30-07-2018 Dept. of CSE, VVCE, Mysuru 7
8. 30-07-2018 Dept. of CSE, VVCE, Mysuru 8
Figure 2 Transport layer multiplexing and demultiplexing
9. Multiplexing and Demultiplexing
• Connectionless/UDP Multiplexing & Demultiplexing
UDP socket is identified by a two-tuple: (destination IP address, destination
port number).
• Connection oriented/TCP Multiplexing & Demultiplexing
TCP socket is identified by a four-tuple: (source IP address, source port
number, destination IP address, destination port number).

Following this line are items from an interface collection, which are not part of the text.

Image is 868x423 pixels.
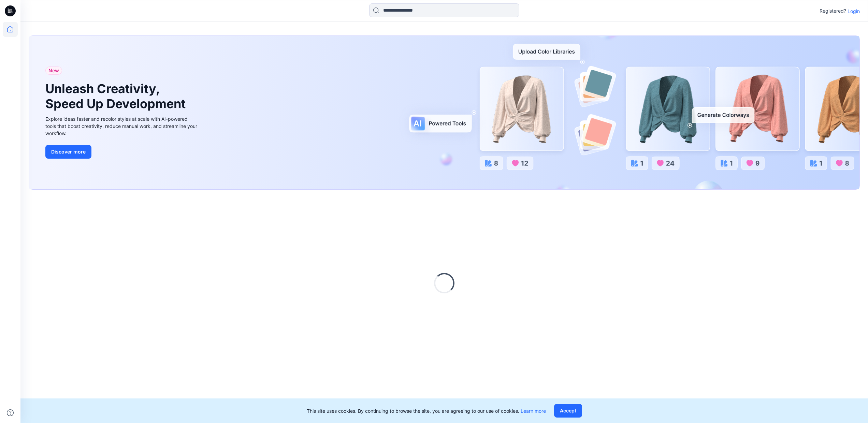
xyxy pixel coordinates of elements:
[45,81,188,111] h1: Unleash Creativity, Speed Up Development
[521,407,546,413] a: Learn more
[554,404,582,417] button: Accept
[307,407,546,414] p: This site uses cookies. By continuing to browse the site, you are agreeing to our use of cookies.
[49,66,59,75] span: New
[847,7,860,15] p: Login
[45,115,199,137] div: Explore ideas faster and recolor styles at scale with AI-powered tools that boost creativity, red...
[820,7,847,15] p: Registered?
[45,145,92,159] button: Discover more
[45,145,199,159] a: Discover more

30-07-2018 Dept. of CSE, VVCE, Mysuru 9
10. Figure 3 Two clients, using the same destination port number (80) to communicate with the same Web server application
30-07-2018 Dept. of CSE, VVCE, Mysuru 10
11. Connectionless Transport: UDP
• “No frills,” “bare bones” Internet transport protocol
• “best effort” service, UDP segments may be:
• lost
• delivered out-of-order to application
• Connectionless:
• No handshaking between UDP sender, receiver
• Each UDP segment handled independently of others
• UDP use:
• streaming multimedia applications (loss tolerant, rate sensitive)
• DNS
• SNMP
• Reliable transfer over UDP:
• Add reliability at application layer
• Application-specific error recovery.
30-07-2018 Dept. of CSE, VVCE, Mysuru 11
13. UDP Checksum
• The errors will be detected in the transmitted data
• Treat segment contents, including header fields, as sequence of 16-bit
integers.
• Checksum: addition (one’s complement sum) of segment contents
30-07-2018 Dept. of CSE, VVCE, Mysuru 13
14. Principles of Reliable Data Transfer
• Frames can corrupted or lost.
• Recover the corrupted or lost frames Reliable data transfer
• One of the most researched topic in networking
• We will provide a framework for reliable data transfer protocol in link
layer it will be extended to transport layer
30-07-2018 Dept. of CSE, VVCE, Mysuru 14
16. 30-07-2018 Dept. of CSE, VVCE, Mysuru 16
Reliable data transfer: Service model and service implementation
17. RDT1.0: reliable transfer over a reliable channel
• Underlying channel perfectly reliable
• no bit errors
• no loss of packets
• Separate FSMs for sender, receiver:
• sender sends data into underlying channel
• receiver reads data from underlying channel
30-07-2018 Dept. of CSE, VVCE, Mysuru 17
18. RDT1.0: Channel with bit errors
• Required Functionality
• CRC Checksum
• Receiver Feedback
• Positive feedback
• Negative feedback
30-07-2018 Dept. of CSE, VVCE, Mysuru 18
19. Automatic Repeat Request (ARQ)
• Protocols based on feedback and retransmission
• RDTv1.o has fatal flaw if ACK/ NACK got corrupted
30-07-2018 Dept. of CSE, VVCE, Mysuru 19
27. Channel with Errors and Losses
• Sender gets no feedback : Need a timeout mechanism
• Waiting time is a link level characteristics
• Propagation time
• Transmission time
• Processing time
30-07-2018 Dept. of CSE, VVCE, Mysuru 27
32. Performance of RDT 3.0
• The throughput achieved for 1 Gbps link, 15 ms prop. delay, 8000 bit
packet:
• Sender Utilization
30-07-2018 Dept. of CSE, VVCE, Mysuru 32
40. TCP RTT and Timeout
• Longer than RTT
• but RTT varies
• Too short: premature timeout, unnecessary retransmissions
• Too long: slow reaction to segment loss
30-07-2018 Dept. of CSE, VVCE, Mysuru 40
41. TCP Reliable Transfer Protocol
• TCP creates rdt service on top of IP’s unreliable service
• pipelined segments
• cumulative acks
• single retransmission timer
• retransmissions triggered by:
• timeout events
• duplicate acks
30-07-2018 Dept. of CSE, VVCE, Mysuru 41
let’s initially consider simplified TCP sender:
• ignore duplicate acks
• ignore flow control, congestion control
45. TCP Flow Control
• Receiver controls sender, so sender won’t overflow receiver’s buffer by
transmitting too much, too fast
• Receive window (rwnd) is used to give the sender an idea of how much free buffer
space is available at the receiver.
30-07-2018 Dept. of CSE, VVCE, Mysuru 45
46. TCP Connection Management
Before exchanging data, sender/receiver “handshake”:
• Agree to establish connection (each knowing the other willing to
establish connection)
• Agree on connection parameters
30-07-2018 Dept. of CSE, VVCE, Mysuru 46
49. REFERENCES
Text Book:
[1]James F kurose, Keith W Ross “Computer Networking -A
top down approach” Sixth Edition, Pearson publication, 2017
[2] NPTEL videos on Computer Networks.